== What is being asked ==
Output the entries in full and verbatim, pictures omitted.

##### Records supplied #####

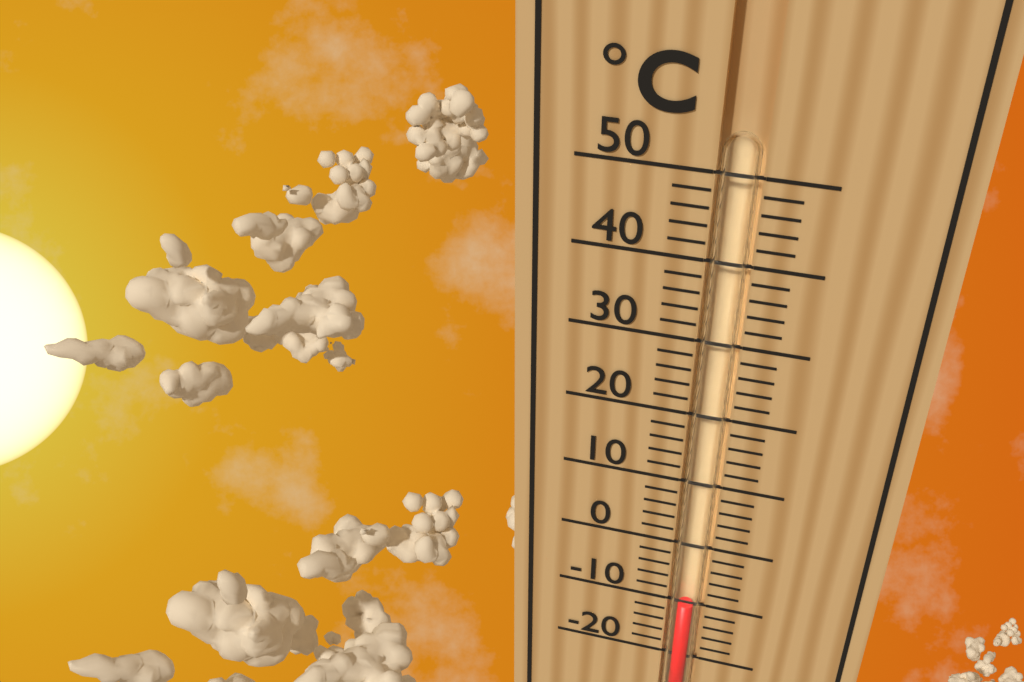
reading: -10 °C
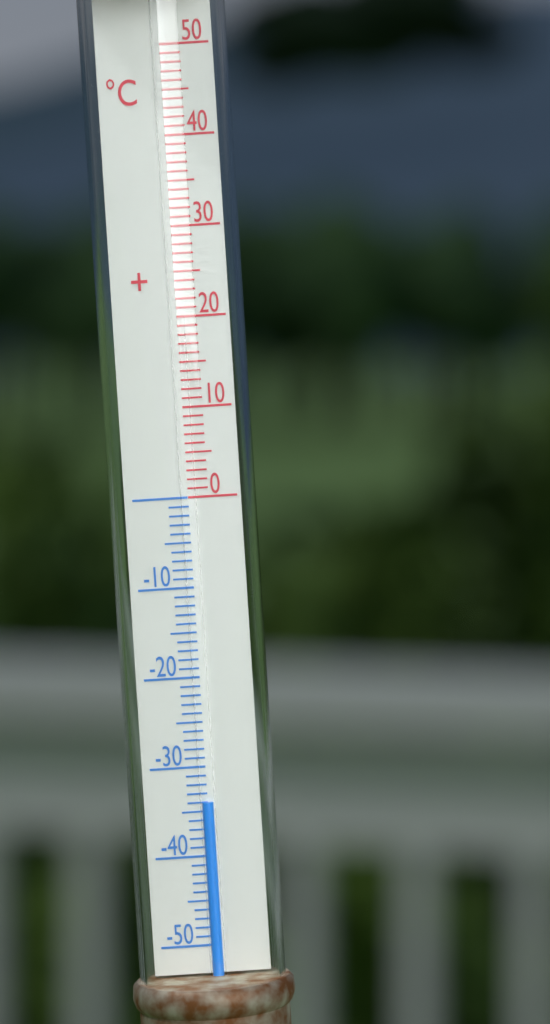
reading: -34 °C
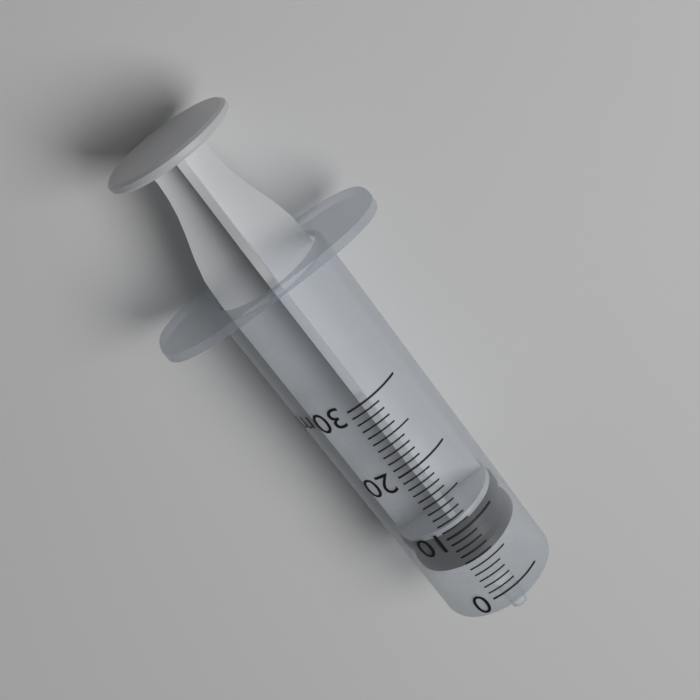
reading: 5 ml
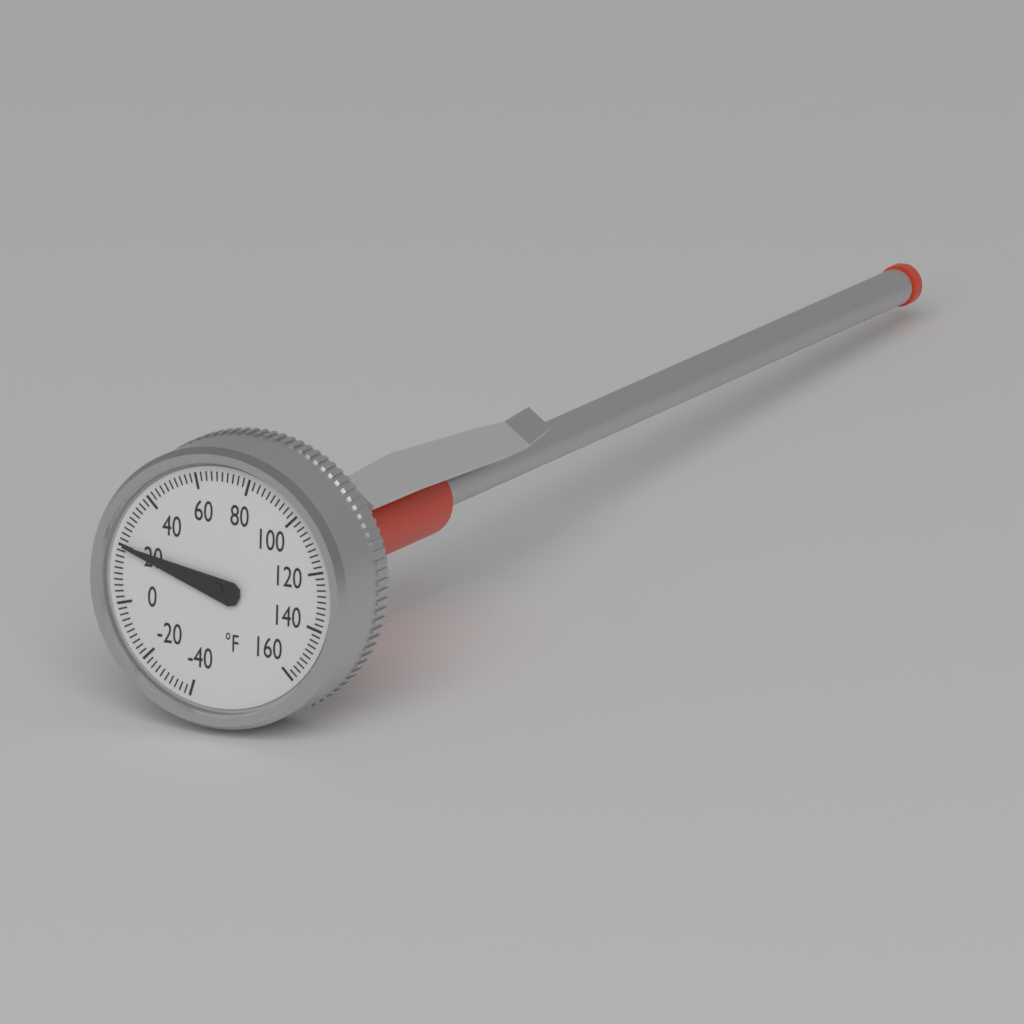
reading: 20 °F
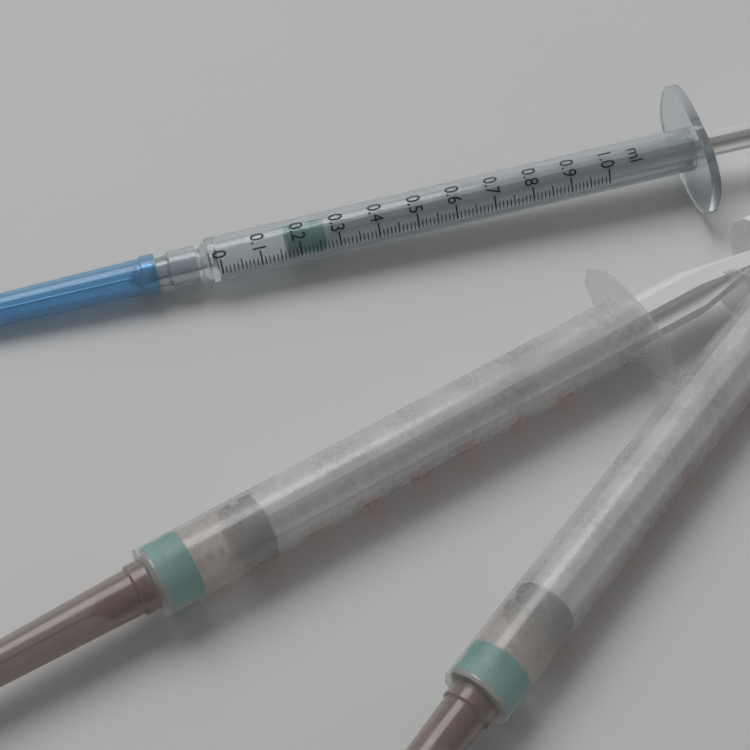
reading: 0.17 ml
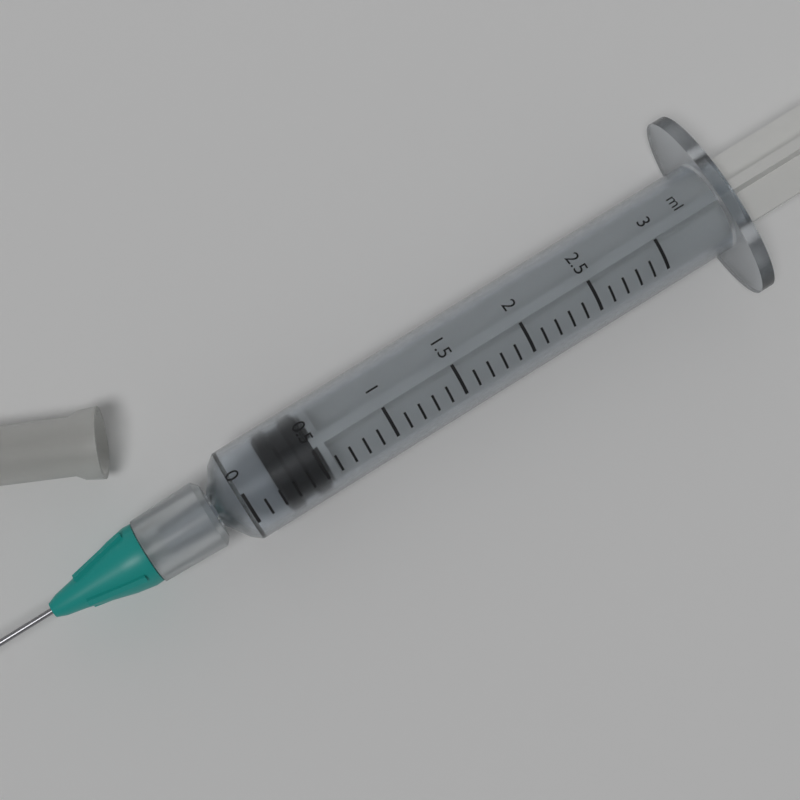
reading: 0.2 ml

#####

== Your solution ==
reading: -10 °C
reading: -34 °C
reading: 5 ml
reading: 20 °F
reading: 0.17 ml
reading: 0.2 ml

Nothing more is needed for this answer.